The Blind Man’s Meal is among the most important artworks of Pablo Picasso’s Blue Period, but it also shares a canvas with a more mysterious painting.
Underneath the oil paint lies a portrait of a naked woman in the shape of a heart. Picasso had painted over the picture, which wasn’t unusual for the artist when money was tight.
The painting had been concealed since 1903, but a combination of AI, stereoscopic imaging, and 3D printing has peeled back the cover.
Discovering the painting
Scholars had spent years searching for the painting before it was finally found in 2010.
An unfinished version of the portrait appears in the background of Picasso’s La Vie, but the original wasn’t discovered until X-rays unearthed it behind The Blind Man’s Meal.
A decade later, two researchers from University College London have reproduced the painting.
The restoration process
George Cann, a UK Space Agency PhD candidate, and Anthony Bourached, who researches Machine Learning and Behavioural Neuroscience at UCL, used a five-step technique to recreate lost artworks, which they conducted through a company they cofounded called Oxia Palus.
The duo first used X-ray and infrared imagery to reveal the underpainting within the surface piece. This imagery was then processed to separate the exterior and interior pieces.

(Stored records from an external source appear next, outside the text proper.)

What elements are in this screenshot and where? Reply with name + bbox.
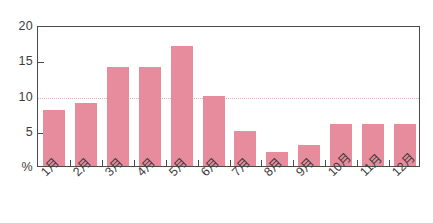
bar — [107, 67, 129, 166]
x-tick-mark — [134, 160, 135, 166]
x-tick-mark — [198, 160, 199, 166]
plot-area — [37, 26, 420, 167]
y-axis-tick-label: 15 — [3, 55, 33, 68]
x-tick-mark — [293, 160, 294, 166]
x-tick-mark — [166, 160, 167, 166]
y-axis-labels: 2015105% — [0, 0, 33, 223]
x-tick-mark — [102, 160, 103, 166]
x-tick-mark — [230, 160, 231, 166]
bar — [171, 46, 193, 166]
y-axis-tick-label: 5 — [3, 126, 33, 139]
x-tick-mark — [325, 160, 326, 166]
x-tick-mark — [357, 160, 358, 166]
x-tick-mark — [389, 160, 390, 166]
bar-chart: 2015105% 1月2月3月4月5月6月7月8月9月10月11月12月 — [0, 0, 433, 223]
x-tick-mark — [70, 160, 71, 166]
y-axis-tick-label: 10 — [3, 91, 33, 104]
bar — [139, 67, 161, 166]
bars-layer — [38, 27, 419, 166]
x-tick-mark — [261, 160, 262, 166]
y-axis-tick-label: % — [3, 161, 33, 174]
y-axis-tick-label: 20 — [3, 20, 33, 33]
x-axis-labels: 1月2月3月4月5月6月7月8月9月10月11月12月 — [37, 170, 420, 223]
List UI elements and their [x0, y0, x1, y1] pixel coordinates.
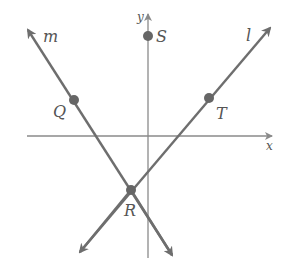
point-r-label: R [123, 201, 136, 220]
point-t-label: T [216, 104, 228, 123]
y-axis-label: y [136, 10, 144, 24]
point-q-label: Q [53, 102, 66, 121]
point-s [143, 31, 153, 41]
coordinate-diagram: y x m l S Q T R [0, 0, 298, 272]
line-m-lower [131, 190, 172, 255]
point-q [69, 95, 79, 105]
line-l-lower [80, 190, 131, 252]
point-s-label: S [156, 27, 167, 46]
point-t [204, 93, 214, 103]
line-m-label: m [43, 27, 58, 46]
line-l-label: l [246, 26, 251, 45]
x-axis-label: x [266, 139, 273, 153]
point-r [126, 185, 136, 195]
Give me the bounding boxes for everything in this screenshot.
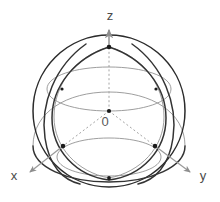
x-axis-label: x — [11, 168, 18, 183]
node-left-upper-cross — [60, 87, 63, 90]
meridian-d-front-arc — [132, 44, 174, 184]
intersection-nodes — [60, 45, 157, 180]
node-right-upper-cross — [154, 87, 157, 90]
node-origin — [107, 109, 111, 113]
origin-to-y-surface-dashed — [109, 111, 155, 146]
node-south-front — [107, 176, 111, 180]
y-axis-label: y — [200, 168, 207, 183]
node-y-axis-surface — [153, 144, 158, 149]
node-x-axis-surface — [61, 144, 66, 149]
sphere-diagram-canvas: z x y 0 — [0, 0, 220, 202]
origin-label: 0 — [101, 114, 108, 129]
node-north-pole — [107, 45, 112, 50]
z-axis-label: z — [107, 8, 114, 23]
sphere-diagram: z x y 0 — [0, 0, 220, 202]
meridian-c-front-arc — [44, 44, 86, 184]
lower-small-circle — [57, 138, 161, 176]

Next, an artificial neural network was trained on works by Picasso. This enabled the system to reproduce the piece in the Spanish artist’s style.
The researchers then generated a heatmap of the artwork to give the piece texture. Finally, the piece was 3D-printed onto canvas in the exact size of the original painting.
The AI imitator
The researchers believe Picasso would have welcomed the restoration. Bourached suspects that the artist would have never wanted to lose the original:
We believe that Picasso likely painted over this piece with reluctance. It was common for his blue period work as it was early in his career, and materials were expensive. Furthermore, its appearance in the background of one of his most famous Blue Period pieces, La Vie, indicates that it was likely significant to him. I believe Picasso actively welcomed such forensics, since he himself said, ‘I just painted the images that rose before my eyes. It is for other people to find the hidden meanings.’
Not everyone shares Bourached’s enthusiasm. Critics doubt that AI can accurately replicate a Picasso and fear that it adds elements the artist would not have used.
In some respects, the technique has deepened the mystery of the original painting — and the woman that it depicts.